"They only want one thing."

Location

I fish my hand in the bowl and pull out our psychology group’s topic.
Sigmund Freud’s Stages of Psychosexual Development.
We find it in our books.
Their chins sink to their chests.
“I’ll take the Genital Stage,” I say, knowing their uneducated fears.

Sex is taboo.
Fuck is a bad word.
You are a whore, slut, skank, floosey if you flirt,
If you touch yourself,
If you let someone touch you.
Don’t do it.
You’ll get pregnant.
And die.

People call me a whore for liking sex.
For finding what brings us into this world fascinating.
For loving the pleasures our bodies have to offer.
For losing my virginity at 16.

"Did he force you?"
Of course not.
But a part of me wants to say yes.
A part of me is twisted, confused by what they tell me.
A part of me feels like I have to say yes.
A part of me has been told, “They only want one thing.
They’ll do anything to get it.”

I curled up into a ball,
Wrapped myself in your blanket,
And thought.
Did I really want to?
I thought maybe I was too easy.
I was just another dumb whore.
I didn’t realize that the only reason I wasn’t saying yes was that part of me.
The words I had been taught my whole life,
Wrapping around my body,
Covering me from you,
Choking me,
Squeezing me.
I couldn’t breathe.
The words were keeping me from you.
I wanted you.
I wanted to be closer than ever before.
I loved you.
But the words.
They were the only case supporting “No.”
No scientific proof, no case study, no potential disease, no potential pregnancy.
Just words.

"Save it for marriage."
“Your body is a temple.”
“You can never be a virgin again.”
“They only want one thing.”
“Wait until you’re married.”

Said as if a piece of paper makes you love someone more.
As if being joined by law has some sort of magical ability to weld our souls closer than they were in that moment.

You were the first to see me naked.
I felt so amazing.
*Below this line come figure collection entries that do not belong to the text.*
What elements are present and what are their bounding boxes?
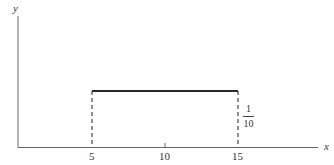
x-tick-label-5: 5	[89, 151, 95, 162]
chart-canvas	[0, 0, 334, 165]
height-annotation: 1 10	[243, 104, 254, 129]
x-tick-label-15: 15	[232, 151, 243, 162]
annotation-denominator: 10	[244, 119, 254, 129]
x-axis-label: x	[324, 141, 329, 152]
y-axis-label: y	[13, 3, 18, 14]
annotation-numerator: 1	[246, 104, 251, 114]
fraction-bar	[243, 116, 254, 117]
x-tick-label-10: 10	[159, 151, 170, 162]
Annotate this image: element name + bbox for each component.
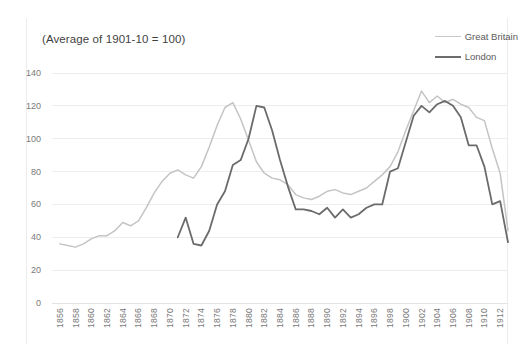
x-axis-tick: 1860 bbox=[85, 308, 97, 348]
y-axis-tick-label: 80 bbox=[31, 167, 41, 177]
x-axis-tick: 1870 bbox=[164, 308, 176, 348]
x-axis-tick: 1866 bbox=[132, 308, 144, 348]
legend-line-swatch-icon bbox=[435, 36, 461, 37]
chart-container: (Average of 1901-10 = 100) Great Britain… bbox=[0, 0, 532, 354]
x-axis-tick: 1894 bbox=[353, 308, 365, 348]
y-axis-tick-label: 120 bbox=[26, 101, 41, 111]
x-axis-tick-label: 1884 bbox=[275, 308, 285, 328]
x-axis-tick: 1874 bbox=[195, 308, 207, 348]
y-axis: 020406080100120140 bbox=[0, 73, 48, 303]
x-axis-tick-label: 1904 bbox=[432, 308, 442, 328]
y-axis-tick-label: 100 bbox=[26, 134, 41, 144]
chart-title: (Average of 1901-10 = 100) bbox=[42, 33, 185, 45]
x-axis-tick-label: 1912 bbox=[495, 308, 505, 328]
x-axis-tick-label: 1902 bbox=[417, 308, 427, 328]
x-axis-tick: 1908 bbox=[463, 308, 475, 348]
x-axis-tick-label: 1892 bbox=[338, 308, 348, 328]
plot-svg bbox=[52, 73, 508, 303]
x-axis-tick: 1856 bbox=[54, 308, 66, 348]
x-axis-tick-label: 1868 bbox=[149, 308, 159, 328]
legend-label-great-britain: Great Britain bbox=[465, 31, 518, 42]
x-axis-tick: 1882 bbox=[258, 308, 270, 348]
x-axis-tick: 1898 bbox=[384, 308, 396, 348]
x-axis-tick-label: 1866 bbox=[133, 308, 143, 328]
x-axis-tick: 1878 bbox=[227, 308, 239, 348]
x-axis-tick: 1888 bbox=[305, 308, 317, 348]
y-axis-tick-label: 40 bbox=[31, 232, 41, 242]
x-axis-tick: 1880 bbox=[243, 308, 255, 348]
y-axis-tick-label: 20 bbox=[31, 265, 41, 275]
y-axis-tick-label: 0 bbox=[36, 298, 41, 308]
x-axis-tick-label: 1898 bbox=[385, 308, 395, 328]
x-axis-tick: 1900 bbox=[400, 308, 412, 348]
series-line-london bbox=[178, 101, 508, 246]
x-axis-tick: 1868 bbox=[148, 308, 160, 348]
x-axis-tick-label: 1880 bbox=[244, 308, 254, 328]
legend-line-swatch-icon bbox=[435, 56, 461, 58]
x-axis-tick: 1910 bbox=[478, 308, 490, 348]
x-axis-tick: 1890 bbox=[321, 308, 333, 348]
x-axis-tick-label: 1862 bbox=[102, 308, 112, 328]
x-axis-tick: 1872 bbox=[180, 308, 192, 348]
x-axis-tick-label: 1900 bbox=[401, 308, 411, 328]
x-axis-tick: 1896 bbox=[368, 308, 380, 348]
x-axis-tick: 1906 bbox=[447, 308, 459, 348]
x-axis-tick-label: 1906 bbox=[448, 308, 458, 328]
x-axis-tick: 1886 bbox=[290, 308, 302, 348]
y-axis-tick-label: 140 bbox=[26, 68, 41, 78]
x-axis-tick-label: 1882 bbox=[259, 308, 269, 328]
grid-lines bbox=[52, 73, 508, 303]
y-axis-tick-label: 60 bbox=[31, 199, 41, 209]
x-axis-tick-label: 1886 bbox=[291, 308, 301, 328]
x-axis-tick: 1876 bbox=[211, 308, 223, 348]
x-axis-tick-label: 1890 bbox=[322, 308, 332, 328]
x-axis-tick-label: 1888 bbox=[306, 308, 316, 328]
legend-item-london[interactable]: London bbox=[435, 51, 497, 62]
x-axis-tick-label: 1908 bbox=[464, 308, 474, 328]
plot-area bbox=[52, 73, 508, 303]
x-axis-tick-label: 1864 bbox=[118, 308, 128, 328]
x-axis-tick: 1912 bbox=[494, 308, 506, 348]
x-axis-tick: 1862 bbox=[101, 308, 113, 348]
x-axis-tick-label: 1870 bbox=[165, 308, 175, 328]
x-axis-tick: 1864 bbox=[117, 308, 129, 348]
x-axis-tick: 1902 bbox=[416, 308, 428, 348]
x-axis-tick-label: 1874 bbox=[196, 308, 206, 328]
legend-item-great-britain[interactable]: Great Britain bbox=[435, 31, 518, 42]
chart-legend: Great Britain London bbox=[435, 31, 518, 62]
x-axis-tick: 1904 bbox=[431, 308, 443, 348]
x-axis-tick: 1884 bbox=[274, 308, 286, 348]
x-axis-tick-label: 1910 bbox=[479, 308, 489, 328]
x-axis-tick-label: 1856 bbox=[55, 308, 65, 328]
x-axis-tick-label: 1894 bbox=[354, 308, 364, 328]
x-axis-tick-label: 1858 bbox=[71, 308, 81, 328]
legend-label-london: London bbox=[465, 51, 497, 62]
x-axis-tick: 1858 bbox=[70, 308, 82, 348]
x-axis-tick-label: 1896 bbox=[369, 308, 379, 328]
x-axis-tick-label: 1876 bbox=[212, 308, 222, 328]
x-axis-tick-label: 1860 bbox=[86, 308, 96, 328]
series-line-great-britain bbox=[60, 91, 508, 247]
x-axis-tick-label: 1872 bbox=[181, 308, 191, 328]
x-axis-tick: 1892 bbox=[337, 308, 349, 348]
x-axis-tick-label: 1878 bbox=[228, 308, 238, 328]
x-axis: 1856185818601862186418661868187018721874… bbox=[52, 306, 508, 350]
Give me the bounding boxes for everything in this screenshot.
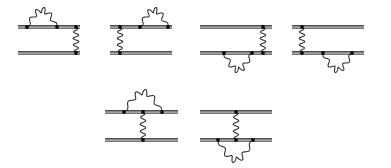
diagram-4-vertex-1 <box>300 25 304 29</box>
diagram-6 <box>200 110 272 162</box>
diagram-3-vertex-3 <box>250 51 254 55</box>
diagram-5-vertex-2 <box>141 110 145 114</box>
diagram-2-self-energy-photon <box>140 8 168 27</box>
diagram-3 <box>200 25 272 72</box>
diagram-2-vertex-4 <box>118 51 122 55</box>
diagram-4-vertex-3 <box>321 51 325 55</box>
diagram-1 <box>18 8 80 55</box>
diagram-5 <box>105 90 178 142</box>
diagram-2-vertex-1 <box>118 25 122 29</box>
diagram-4-exchange-photon <box>299 27 305 53</box>
feynman-diagram-figure <box>0 0 391 168</box>
diagram-3-exchange-photon <box>260 27 266 53</box>
diagram-1-vertex-3 <box>74 25 78 29</box>
diagram-6-exchange-photon <box>233 112 239 140</box>
diagram-6-self-energy-photon <box>218 140 253 162</box>
diagram-3-vertex-2 <box>222 51 226 55</box>
diagram-1-vertex-2 <box>55 25 59 29</box>
feynman-diagram-canvas <box>0 0 391 168</box>
diagram-4 <box>292 25 364 72</box>
diagram-3-vertex-4 <box>261 51 265 55</box>
diagram-5-vertex-4 <box>141 138 145 142</box>
diagram-1-vertex-1 <box>25 25 29 29</box>
diagram-2-vertex-2 <box>138 25 142 29</box>
diagram-5-self-energy-photon <box>124 90 162 112</box>
diagram-6-vertex-1 <box>234 110 238 114</box>
diagram-4-vertex-2 <box>300 51 304 55</box>
diagram-6-vertex-4 <box>251 138 255 142</box>
diagram-1-vertex-4 <box>74 51 78 55</box>
diagram-1-self-energy-photon <box>27 8 57 28</box>
diagram-2-exchange-photon <box>117 27 123 53</box>
diagram-1-exchange-photon <box>73 27 79 53</box>
diagram-6-vertex-3 <box>234 138 238 142</box>
diagram-6-vertex-2 <box>216 138 220 142</box>
diagram-5-exchange-photon <box>140 112 146 140</box>
diagram-2 <box>110 8 172 55</box>
diagram-4-self-energy-photon <box>323 53 352 73</box>
diagram-3-self-energy-photon <box>224 53 252 72</box>
diagram-5-vertex-1 <box>122 110 126 114</box>
diagram-4-vertex-4 <box>350 51 354 55</box>
diagram-5-vertex-3 <box>160 110 164 114</box>
diagram-2-vertex-3 <box>166 25 170 29</box>
diagram-3-vertex-1 <box>261 25 265 29</box>
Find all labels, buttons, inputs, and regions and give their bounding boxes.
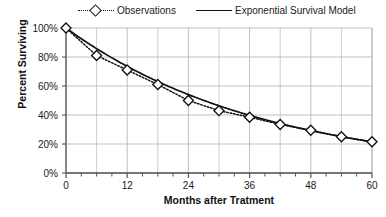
y-axis: [62, 25, 66, 173]
svg-text:100%: 100%: [32, 23, 58, 34]
svg-text:12: 12: [122, 180, 134, 191]
plot-area: 0%20%40%60%80%100%01224364860: [0, 0, 386, 217]
svg-text:60: 60: [366, 180, 378, 191]
svg-text:24: 24: [183, 180, 195, 191]
svg-text:60%: 60%: [38, 81, 58, 92]
svg-text:20%: 20%: [38, 139, 58, 150]
svg-text:48: 48: [305, 180, 317, 191]
svg-text:80%: 80%: [38, 52, 58, 63]
svg-text:0: 0: [63, 180, 69, 191]
svg-text:40%: 40%: [38, 110, 58, 121]
grid-lines: [66, 28, 372, 173]
survival-chart: Observations Exponential Survival Model …: [0, 0, 386, 217]
x-axis: [66, 173, 372, 178]
svg-text:36: 36: [244, 180, 256, 191]
svg-text:0%: 0%: [44, 168, 59, 179]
So free!
I loved you so much.
But the words.
The teachers, politicians, parents,
Spewing their bullshit,
Kept me from what I wanted.

I wanted to fuck.

I am so sorry.
It took me so long.

I listened to you say, “We don’t have to. It’s ok. I just really want to. But I can wait”
I wish those were the words that dominated, 
That wrapped around my body,
That pulled me closer to you instead of farther away.

I am so sorry.
It took me so long
To say, “Fuck what everyone else thinks,”
To finally do what I wanted to do,
To turn around,
To unwrap myself,
And have sex.

I was sixteen.
I was naked.
I had sex.
And it wasn’t rape.

"The body is a temple."
“Sex before marriage leads you straight to Hell.”
“Don’t touch those boys. Don’t lead them on.
They only want one thing.”
The words haunted me after that day.
After the ecstasy.
They kept me from what I really felt,
Who I really was.

Rape culture has two parts.
A girl, young and in love, has sex.
She is forced to regret it every night.
“Your body’s a temple.”
“Wait until marriage.”
“They only want one thing.”
They ignore the love.
She was in love.
She actually trusted him.
But this can’t be true!
Teenagers don’t know what love is!
That’s why the most celebrated love stories if all time are Romeo and Juliet and Titanic.

The big, fat-headed congressmen see teens having stronger relationships than their marriages.
They look down at their sweat-stained prostitutes and think of how much they hate their wives.
They go to work,
Sit inside those promising white pillars,
A symbol of the freedom only this country can offer,
And insist abstinence.
Abstinence will save our schools.
Abstinence will stop STDs.
Abstinence will cure the fucking world of impure thoughts.

They are wrong.

Was Eve so terrible when she didn’t resist temptation?
Of course she was.
They say so.

Children, drowned in religion, kept in an uneducated glass box,
Are desperate to know what’s going on.
They don’t know anything about the world around them.
All they want is a flicker of light after being kept in the dark for years.
And who’s there to blame when they tackle that light,
Grip on for dear life,
And create a fire?

The ones who say, “Abstinence is key.”
“Sex before marriage is a sin.”
“Don’t do it. You’ll go to Hell.”
“They only want one thing.”

Is it really that “one thing” adults are so afraid of?
Or is it their children potentially having stronger commitments with their high school sweethearts than they do with the one they share a bed with every single night?
Those insisting on abstinence programs in schools aren’t trying to prevent sex.
They are trying to trap their children in the same confused cage they were stuck in when all their superiors said, “They only want one thing.”
Where does the cycle end?
When do we start spreading the truth?

You don’t need a piece of paper to have sex.
You need love, commitment, trust.
And who’s to say you can’t find that at 16?